A Few Weeks with WordPress 2.5
When WordPress 2.5 came out, I was thinking I’d offer a narrative of “how I stopped worrying and learned to love WordPress 2.5.” That ended up being a little dull. Instead, because we’re always told that the internet loves lists — and at this late date it seems unreasonable to offer something more comprehensive — I’ve got a short enumerations of the good and bad.
Good
- A New Look — Though I wouldn’t say that all aesthetic changes made to WordPress redound to the good, I’m satisfied. The new colors are nice, the dashboard’s been improved, and everything feels better.
- Much Better Tag Integration — This is a direct descendant of the above point. Now a list of entries shows the tags. Now we get tag suggestions. And the ability to edit tags as a group. All of these are big improvements over the piecemeal support for tags that felt tagged on to 2.3.
- Better Media Integration — Though I’ve heard — and share — some discontent with the new Flash uploader, it’s nice that it was rethought. The ability to easily upload many pictures, and to easily create galleries are nice changes.
- Crucial or Trivial Bonus: Plays nice with Safari/WebKit — Anyone who tried using Safari with WordPress before will understand what a nice change this is. Anyone who hasn’t tried will think this is a silly point.
Bad
- The Bugs — This may be based solely on the fact that I use custom fields, but I’ve been having terrible trouble with both scheduling posts and the unnecessary creation of extraneous drafts. These sins can be forgiven, but I am getting rather impatient waiting for a fix.
- The New Look — A lot of changes to the Write page are for the better, but the dearth of white space on the right side confounds me. Catergories were there previously, and I think there was a number of good reasons for that. Tags, I think, should go there as well. But neither’s there. As I sidenote: I’m not really a fan of this Lucidia Grande business in the editor either.
- Change is Hard — This is more a personal problem, but a lot of people (myself included) have been and slow to accept 2.5. This innate resistance to change is both irrational, and a waste of time.
I’m certainly not going back, and am even less likely to change blogging platforms, so all of this is essentially trivial. But now you know.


EXERCISE AIM:
I'd like the data below restated word for word, with the pictures left out.

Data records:
_ _ _ _ _
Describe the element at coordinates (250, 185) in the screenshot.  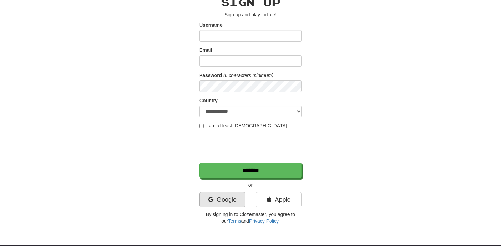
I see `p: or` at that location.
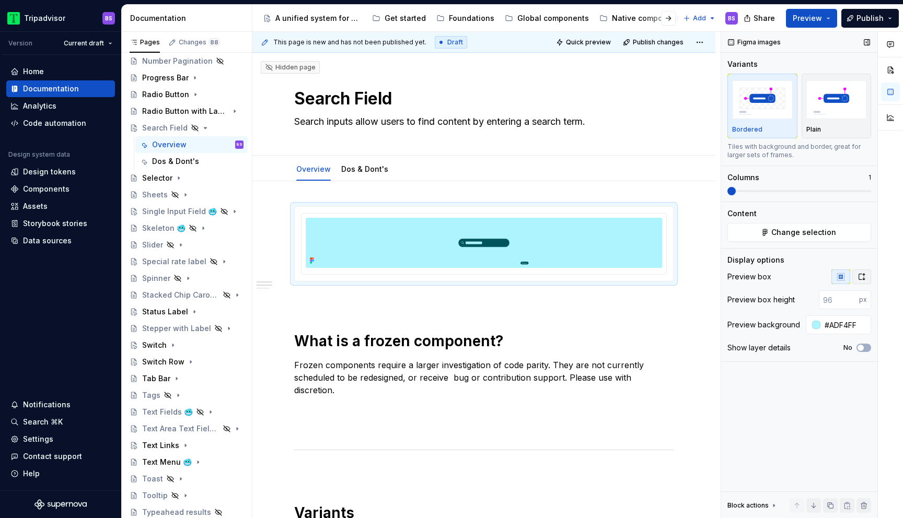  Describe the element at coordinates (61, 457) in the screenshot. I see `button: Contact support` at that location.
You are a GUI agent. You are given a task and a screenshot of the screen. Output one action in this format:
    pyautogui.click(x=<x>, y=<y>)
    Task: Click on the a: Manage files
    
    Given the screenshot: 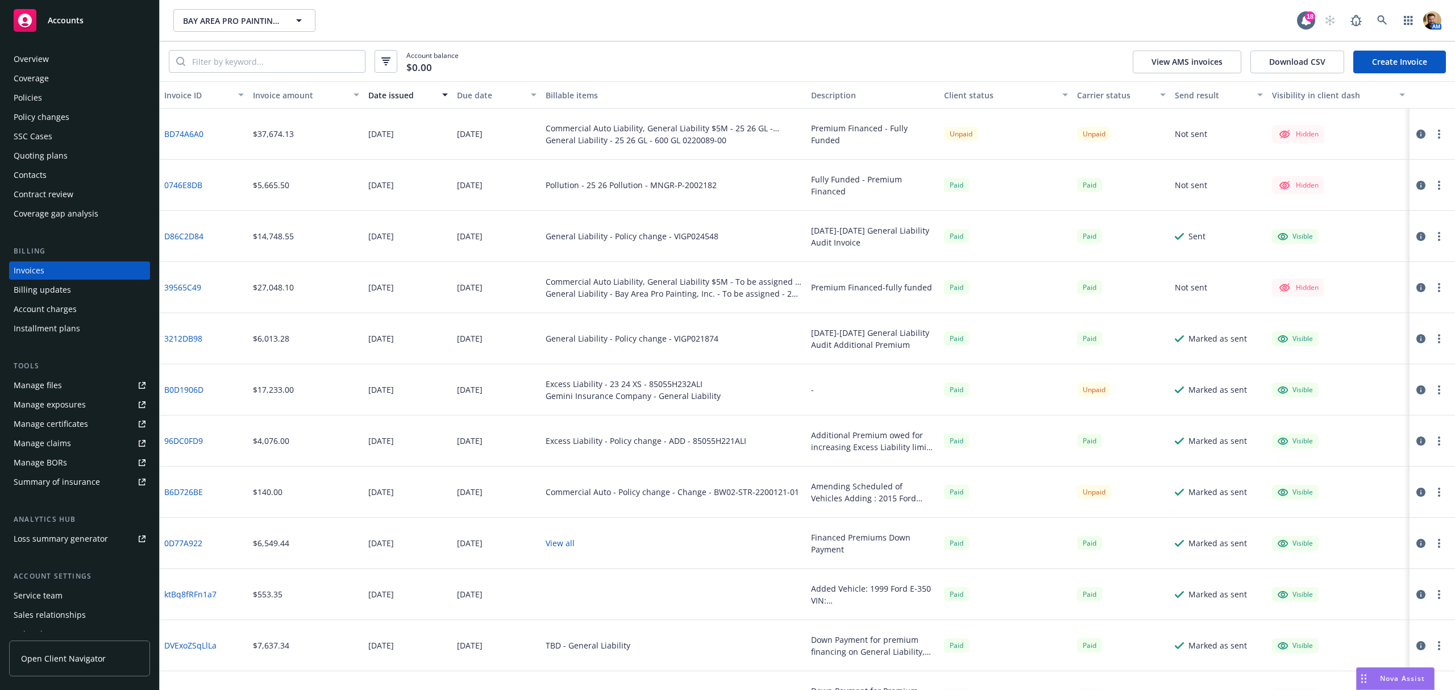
_ _ _ _ _
YOUR RESPONSE:
Describe the element at coordinates (250, 185) in the screenshot.  
I see `p: or` at that location.
  Describe the element at coordinates (61, 457) in the screenshot. I see `button: Contact support` at that location.
You are a GUI agent. You are given a task and a screenshot of the screen. Output one action in this format:
    pyautogui.click(x=<x>, y=<y>)
    Task: Click on the a: Manage files
    
    Given the screenshot: 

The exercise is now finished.